The disappointing earnings announcement comes as Veritas tries to put an embarrassing accounting error behind it and gears up for renewed competition from Legato backup and data protection software from EMC Corp. (NYSE: EMC).

On June 14, Veritas filed its 10-K for 2003 and 10-Q for the quarter that ended last March, along with restated financials for 2001 and 2002 and three quarters in 2003 (see Veritas Files 2003 Forms and Veritas Searches for Truth). The restatements were due to accounting irregularities that the company announced in March. The company said the irregularities include incorrect deferral of services revenue, unsubstantiated accrual of expenses, and the overstatement of accounts receivable and deferred revenue.

On top of this, competition from EMC might not turn out to be minor.

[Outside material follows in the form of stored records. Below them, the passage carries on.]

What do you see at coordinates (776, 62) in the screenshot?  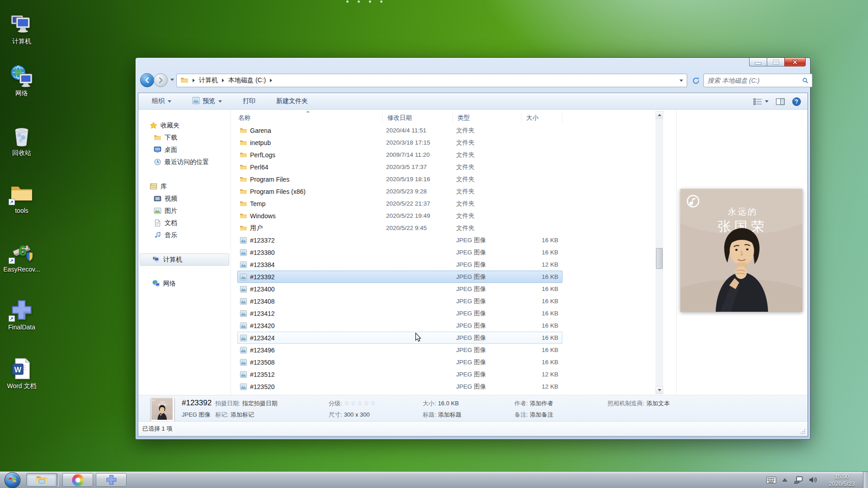 I see `maximize-button` at bounding box center [776, 62].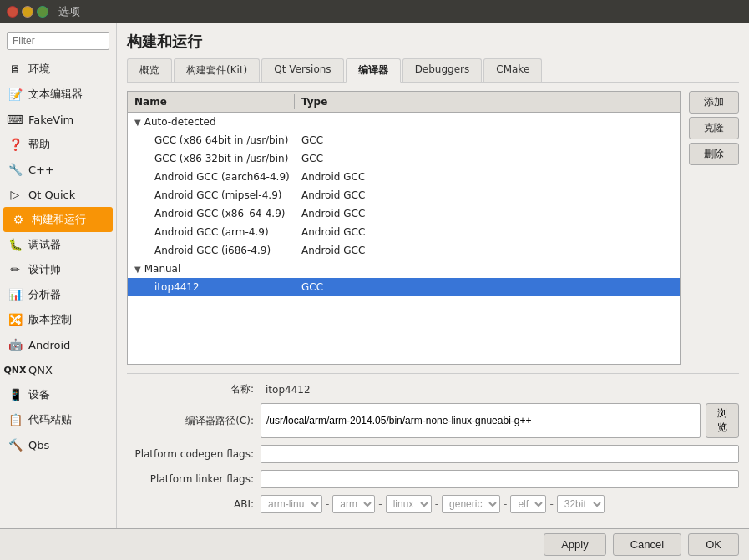  I want to click on analyzer-icon: 📊, so click(15, 295).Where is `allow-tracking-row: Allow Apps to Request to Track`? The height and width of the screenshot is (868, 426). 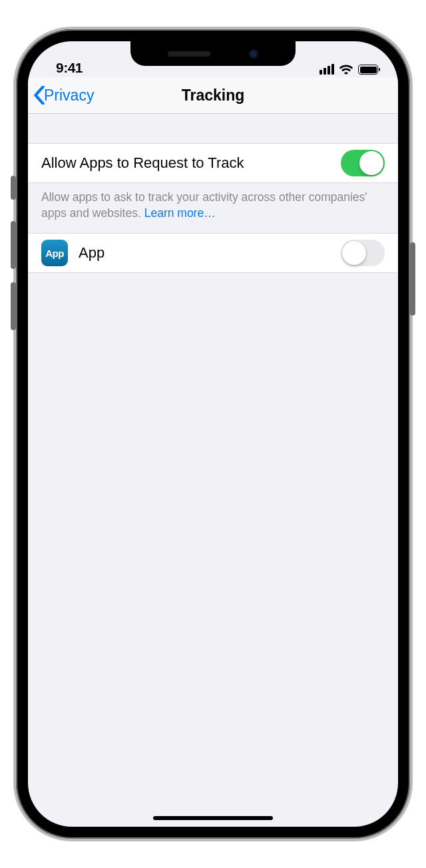 allow-tracking-row: Allow Apps to Request to Track is located at coordinates (213, 163).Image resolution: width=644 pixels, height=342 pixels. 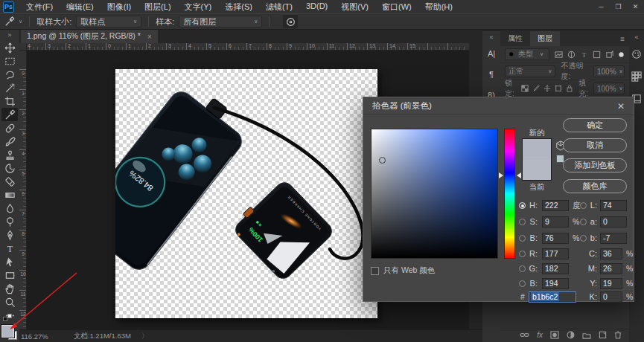 What do you see at coordinates (609, 55) in the screenshot?
I see `filter-smart-objects-icon` at bounding box center [609, 55].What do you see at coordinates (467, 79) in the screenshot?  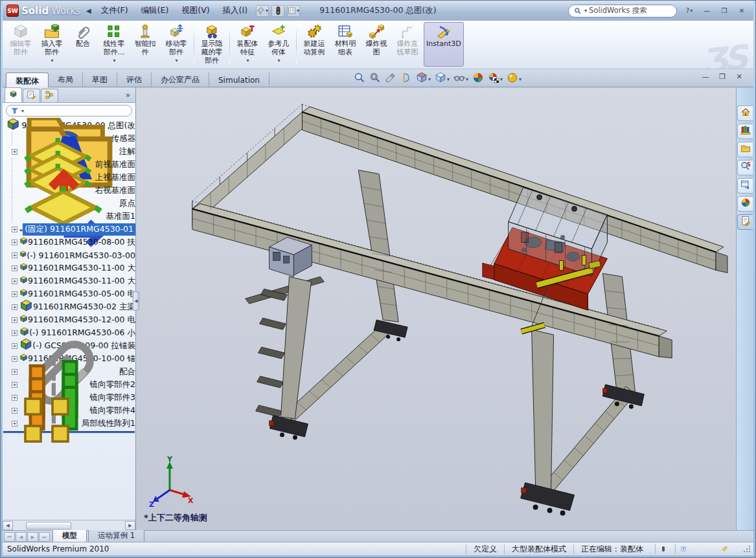 I see `hide-show-items-dropdown-arrow-icon: ▾` at bounding box center [467, 79].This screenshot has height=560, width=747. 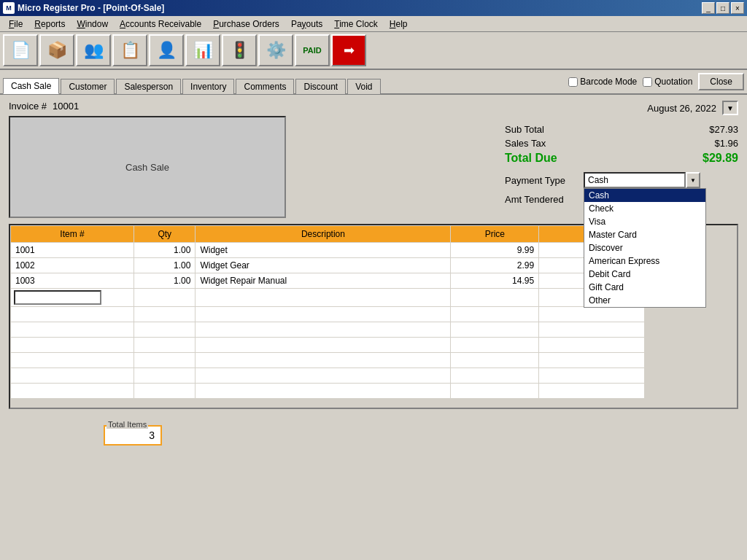 I want to click on tab-void: Void, so click(x=363, y=86).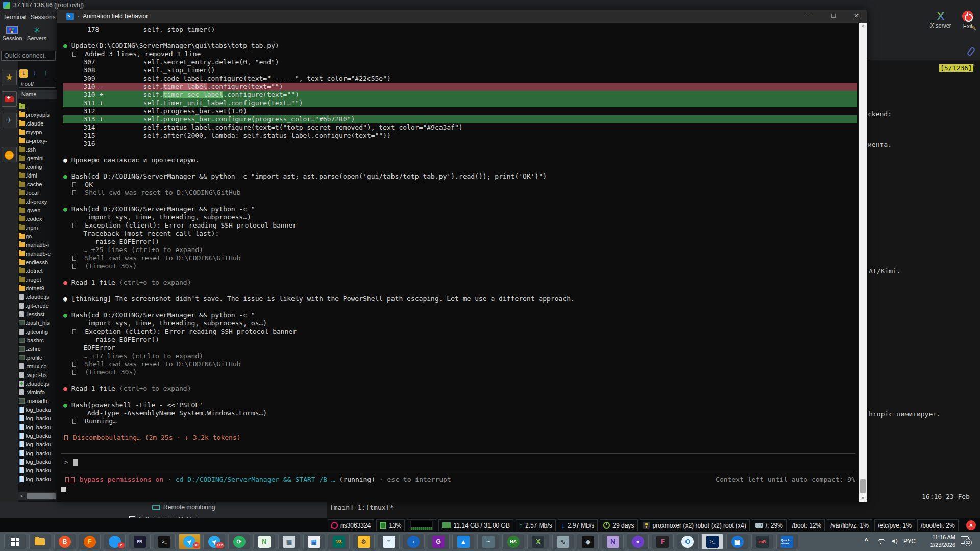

On June 10, EMC announced a reorganization of its software businesses into one division and said it was gunning for Veritas (see New EMC Group Jabs Veritas). EMC set a target of $1.5 billion in revenues from the new software division, which includes products acquired from Legato and Documentum as well as open EMC software.

“I’m already sticking pins in the Gary Bloom doll,” EMC software EVP Dave DeWalt said at the time.Today, it’s looking as if there’s something to DeWalt’s voodoo. Veritas’s shares lost more than 34 percent of their value in morning trading, dropping to $17.50 per share.